Oh! Darling by Robin Gibb (RSO, 1978)

For the first half of the 70s, the Beatles and their music were held sacred. The public held out hopes that the Fab Four only needed a temporary break from each other and that they would soon record again or better play live together. As the decade wore on, those hopes faded. Then two movies came along, aiming to satisfy those Beatles fans’ needs, but missed the target completely.

All This & World War II was a 1976 film that collaged World War 2 newsreels together with Beatles songs as the soundtrack. Not even the original Beatles music. They were all covered by artists as disparate as Frankie Laine, Peter Gabriel & Helen Reddy. Bizarre and very, very wrong.

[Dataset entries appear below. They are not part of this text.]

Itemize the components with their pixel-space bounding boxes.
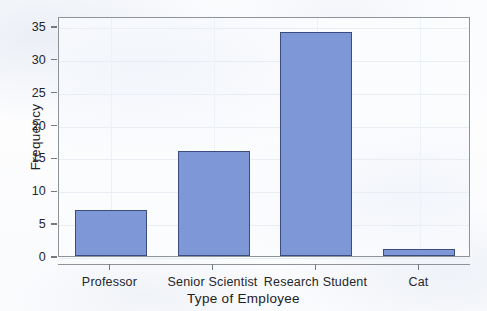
x-axis-tick-mark — [315, 264, 316, 270]
gridline — [59, 28, 469, 29]
y-axis-tick-mark — [51, 92, 57, 93]
y-axis-tick-label: 5 — [24, 218, 46, 231]
x-axis-tick-mark — [109, 264, 110, 270]
bar — [280, 32, 352, 256]
gridline — [59, 192, 469, 193]
y-axis-tick-label: 10 — [24, 185, 46, 198]
gridline — [59, 258, 469, 259]
y-axis-tick-mark — [51, 223, 57, 224]
y-axis-tick-label: 0 — [24, 251, 46, 264]
x-axis-tick-label: Cat — [359, 275, 479, 289]
bar-chart-figure: Frequency 35302520151050 ProfessorSenior… — [0, 0, 487, 311]
bar — [383, 249, 455, 256]
bar — [75, 210, 147, 256]
y-axis-tick-label: 25 — [24, 87, 46, 100]
bar — [178, 151, 250, 256]
gridline — [59, 159, 469, 160]
y-axis-tick-label: 20 — [24, 120, 46, 133]
gridline — [59, 127, 469, 128]
x-axis-line — [58, 264, 470, 265]
y-axis-tick-mark — [51, 191, 57, 192]
x-axis-tick-label: Research Student — [256, 275, 376, 289]
y-axis-tick-mark — [51, 59, 57, 60]
y-axis-tick-mark — [51, 256, 57, 257]
gridline-vertical — [420, 18, 421, 256]
y-axis-tick-label: 15 — [24, 152, 46, 165]
y-axis-tick-label: 30 — [24, 54, 46, 67]
gridline — [59, 94, 469, 95]
x-axis-tick-label: Senior Scientist — [153, 275, 273, 289]
x-axis-tick-mark — [418, 264, 419, 270]
x-axis-tick-mark — [212, 264, 213, 270]
plot-area — [58, 17, 470, 257]
x-axis-title: Type of Employee — [0, 291, 487, 306]
y-axis-tick-label: 35 — [24, 21, 46, 34]
y-axis-tick-mark — [51, 125, 57, 126]
x-axis-tick-label: Professor — [50, 275, 170, 289]
y-axis-tick-mark — [51, 26, 57, 27]
gridline — [59, 61, 469, 62]
y-axis-tick-mark — [51, 158, 57, 159]
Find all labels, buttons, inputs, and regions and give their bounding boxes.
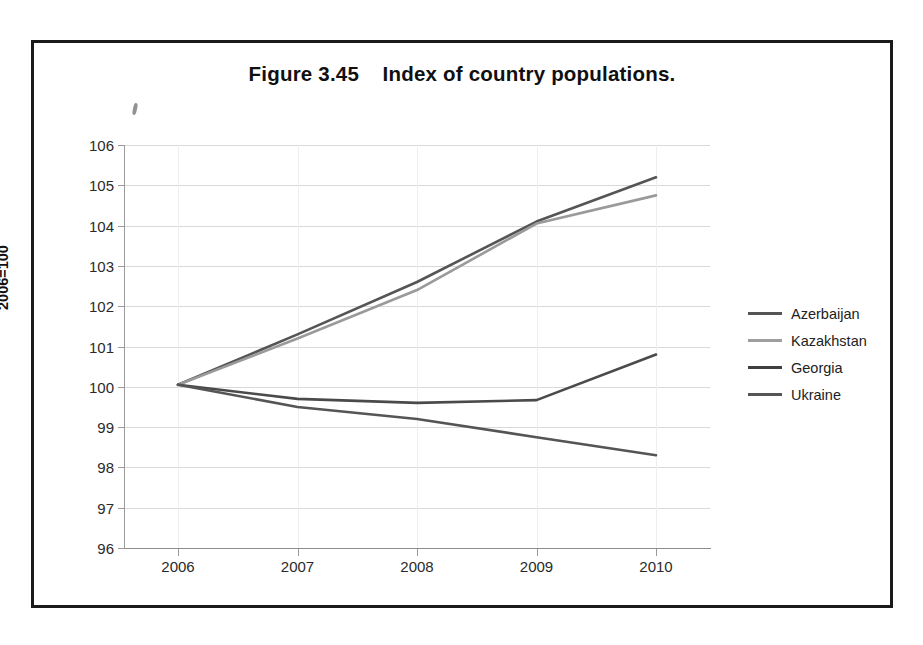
chart-title: Figure 3.45 Index of country populations… <box>31 62 893 86</box>
y-axis-tick <box>118 427 125 428</box>
y-axis-tick <box>118 306 125 307</box>
legend-line-swatch <box>748 393 782 396</box>
x-gridline <box>178 145 179 548</box>
plot-area <box>124 145 710 548</box>
legend-item-label: Ukraine <box>791 387 841 403</box>
y-axis-tick-label: 98 <box>68 459 114 476</box>
figure-page: Figure 3.45 Index of country populations… <box>0 0 923 645</box>
y-axis-tick <box>118 347 125 348</box>
y-axis-tick <box>118 508 125 509</box>
y-axis-tick-label: 104 <box>68 217 114 234</box>
y-axis-tick-label: 106 <box>68 137 114 154</box>
x-axis-tick-label: 2007 <box>253 558 343 575</box>
x-gridline <box>417 145 418 548</box>
x-axis-tick <box>537 549 538 556</box>
legend-item-label: Kazakhstan <box>791 333 867 349</box>
legend-line-swatch <box>748 339 782 342</box>
y-axis-tick-label: 101 <box>68 338 114 355</box>
y-axis-tick-label: 96 <box>68 540 114 557</box>
x-gridline <box>537 145 538 548</box>
legend-item-label: Azerbaijan <box>791 306 860 322</box>
y-axis-tick <box>118 467 125 468</box>
x-axis-tick-label: 2009 <box>492 558 582 575</box>
x-axis-tick <box>417 549 418 556</box>
x-axis-tick-label: 2008 <box>372 558 462 575</box>
legend-item[interactable]: Kazakhstan <box>748 327 878 354</box>
x-axis-tick <box>656 549 657 556</box>
y-axis-title: 2006=100 <box>0 245 11 310</box>
y-axis-tick <box>118 226 125 227</box>
y-axis-tick-label: 103 <box>68 257 114 274</box>
x-axis-tick <box>298 549 299 556</box>
y-axis-tick <box>118 145 125 146</box>
chart-legend: AzerbaijanKazakhstanGeorgiaUkraine <box>748 300 878 408</box>
y-axis-tick-label: 100 <box>68 378 114 395</box>
x-axis-tick-label: 2010 <box>611 558 701 575</box>
legend-item-label: Georgia <box>791 360 843 376</box>
y-axis-tick-label: 105 <box>68 177 114 194</box>
y-axis-tick-label: 102 <box>68 298 114 315</box>
x-axis-tick <box>178 549 179 556</box>
legend-item[interactable]: Azerbaijan <box>748 300 878 327</box>
y-axis-tick-label: 99 <box>68 419 114 436</box>
x-gridline <box>656 145 657 548</box>
y-axis-tick <box>118 185 125 186</box>
x-axis-tick-label: 2006 <box>133 558 223 575</box>
y-axis-tick-label: 97 <box>68 499 114 516</box>
x-gridline <box>298 145 299 548</box>
legend-line-swatch <box>748 312 782 315</box>
y-axis-tick-labels: 10610510410310210110099989796 <box>62 0 114 645</box>
y-axis-tick <box>118 266 125 267</box>
y-axis-tick <box>118 548 125 549</box>
legend-item[interactable]: Ukraine <box>748 381 878 408</box>
legend-line-swatch <box>748 366 782 369</box>
y-axis-tick <box>118 387 125 388</box>
legend-item[interactable]: Georgia <box>748 354 878 381</box>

Not to be outdone in the poor taste department, Robert Stigwood, the Ego-maniac manager of the Bee Gees, decided to make a film starring the Peter Frampton & the Gibbs based on the Sgt Pepper’s Lonely Hearts Club Band LP. He might as well have just kicked John Lennon in the nuts.

While the movie is not the worst thing in the world, it did kill many careers that were peaking at the time, RSO Records, and just about anything else that touched it, save Steve Martin. Watch it for yourself (the first time, sober), and you’ll understand.

The soundtrack was OK, but course everyone thought they had another Saturday Night Fever on their hands. I think Sesame Street Fever sold more copies. (Actually, the rumor goes that album was shipped platinum and returned double platinum, with most copies buried in the desert.) The soundtrack did yield 3 hits: Earth Wind & Fire’s Got To Get You Into My Life, Aerosmith’s Come Together, and Robin Gibb’s Oh! Darling. (side note: my Mom was furious at Aerosmith and their version of Come Together and would not let me listen to it. I didn’t understand the idea of cover versions and tried to have my mom explain why the Beatles weren’t on the soundtrack. She would just get frustrated and change the subject. But EWF…she was cool with them.)

Robin was the first Gibb brother from the Bee Gees to have a solo hit in the U.S. Oh! Darling made it into the Top 20 in late 1978. Surprising but very fitting for a man who sang on most of the Bee Gee’s hits in the 60s, but started to feel like a second fiddle to Barry by the end of that decade and quit the band. His first attempt at a solo career fizzled, and the Gibb 3 got back together, more robust. Robin’s version had a lovely mellow arrangement, which was in stark contrast to the Abbey Road track with its New Orleans blues feel, Paul McCartney via Fats Domino. But he also gives one of his most understated and smoothest performances, keeping his trademark warble to a minimum. I would have loved to have heard a WestCoast R&B album from Robin, but this is as close as we’re ever gonna get.

Nights On Broadway by the Bee Gees (RSO, 1975)

No one really knew what was to come when the Bee Gees released their LP, Main Course. The Bee Gees were on comeback #2 by this point and after having an album of theirs rejected and unreleased 2 years earlier, they were making a slow steady climb back to the top. This album was their second produced by Arif Mardin, and it followed their commercially disappointing LP, Mr. Natural. But the opening single, Jive Talkin, took off and hit #1. Released as single #2, Night On Broadway hit the Top 10 and while everyone was rejoicing, it still didn’t hint at the dominance the Brothers Gibb would have over the late 70s.

One thing it did do was hint at what became Barry’s signature (and most mocked) sound when he riffs towards the end of the song in his warbly falsetto. Believe it or not, The Bee Gees racked up lots of hits without Barry hitting those high notes. But soon the Bee Gees would be forever linked to that sound. And it’s all because Arif told Barry told let loose and do some screaming towards the end.

But more importantly this is was the first song I learned on the Lowery organ that we bought at Nelson Varon’s Music Center. We got a one keyboard level organ for Christmas 1979 after walking by the store in the Sunrise Mall and hearing the salesman playing over & over. I bought 2 songbooks as well: The Best of ABBA and the Best Of The Bee Gees [the best only going up to 1976] I don’t know why I was obsessed with learning Nights On Broadway. Maybe it was the funky opening, the mellow breakdown in the middle or the chance to sing as high as I could and annoy everyone who was sleeping. All I know is that for a moment I was a Gibb brother in a world where the Bee Gees could do no wrong, singing those ‘straight to the heart songs‘.

I don’t what happened to those songbooks. But we have still have that organ at my mom’s house. And every once and while I power it up, set the cheesy rhythm box to disco and play those opening chords. And if I fuck it up, I just blame it on the nights on Broadway.